Kumiko “Kate” Yoshihara, who died in Westminster on Saturday at age 91, emerged from a Japanese-American internment camp to help start a Boulder County floral business that supplied flowers for President Bush’s 2005 inaugural festivities.
Yoshihara was born in Los Angeles on Oct. 17, 1914, to Japanese immigrants Matsu Gyotoku and Kyukichi Ishii. She was educated in the U.S. and in Japan, where she lived with her grandparents until the 1930s.
She married Yasutaro Yoshihara on Valentine’s Day, 1934, in Los Angeles. In 1942, she and her husband lost their home and most of their belongings when the U.S. government forced hundreds of thousands of Japanese- Americans to live in relocation camps.

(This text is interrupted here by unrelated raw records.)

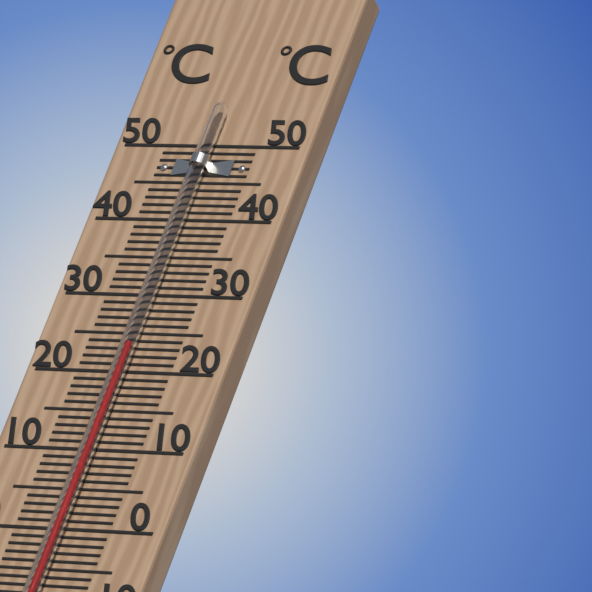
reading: 23 °C
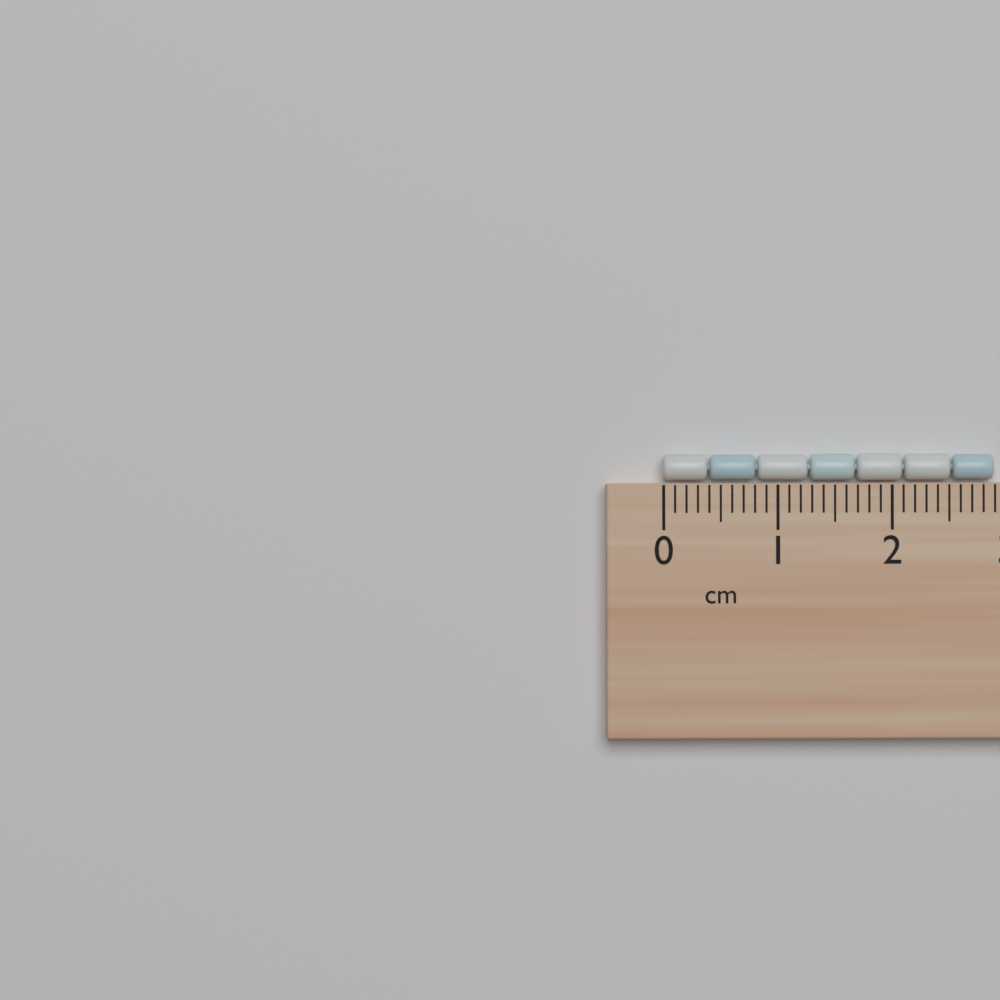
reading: 2.9 cm
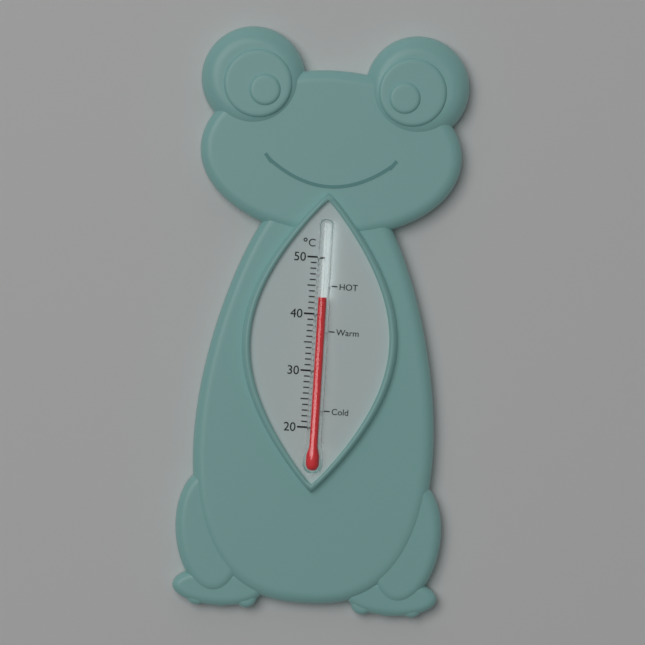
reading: 43 °C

She rarely spoke of her days at Camp Amache/Grenada Relocation Center, the eastern Colorado facility where the Yoshiharas spent part of their internment years.
When World War II ended and Amache closed, Yoshihara distanced herself from her culture.
“After the internment camp, my grandma insisted no one speak Japanese at home – only English,” said granddaughter Lori Wheat, who now runs Lafayette Florist & Greenhouses with her husband.
“Her home was very American. The only thing you could tell that was Japanese was that she had a hotokesama. It’s like a little shrine, with photographs of her parents and my grandfather’s parents and other family pictures, a Buddha statue, flowers and incense.”
The Yoshiharas remained in Colorado, where then-Gov. Ralph L. Carr controversially encouraged Camp Amache’s 7,567 inmates to stay.
They moved to Lafayette and opened a fruit stand and flower shop in 1948.
The Yoshiharas’ business was on the main highway through Lafayette, then a modest farm town. As big grocery stores drew away their fruit customers, the Yoshiharas concentrated on selling flowers, first in their shop and then in the garden center they expanded as more people moved to Boulder County.
For years, the Yoshiharas lived and raised their children in residential quarters behind the shop.
Well into her 80s, Kate Yoshihara walked to work each day. There, she would tie on a gardening apron heavy with hand tools and pull a big garbage can along as she snapped spent blossoms from the plants.
“She was twice as fast as any other worker,” Wheat said. “She was very serious when she was at work. She put her head down, and when she got going, no one could catch up to her.”
Yoshihara was enormously proud when her granddaughters, Wheat and Sandi Yoshihara-Sniff, were chosen to be among the 200 designers charged with 3,500 arrangements for the presidential inaugural festivities last year.
Survivors include sons Jim Yoshihara of Lafayette, Gene Yoshihara and Don Yoshihara, both of Broomfield; daughters Joyce Tani of Northglenn and Ann Murphy of Lafayette; and brothers Jim Ishii of Pasadena, Calif., Hank Ishii of Los Angeles and Tom Ishii of Bloomfield Hills, Mich. Her husband preceded her in death.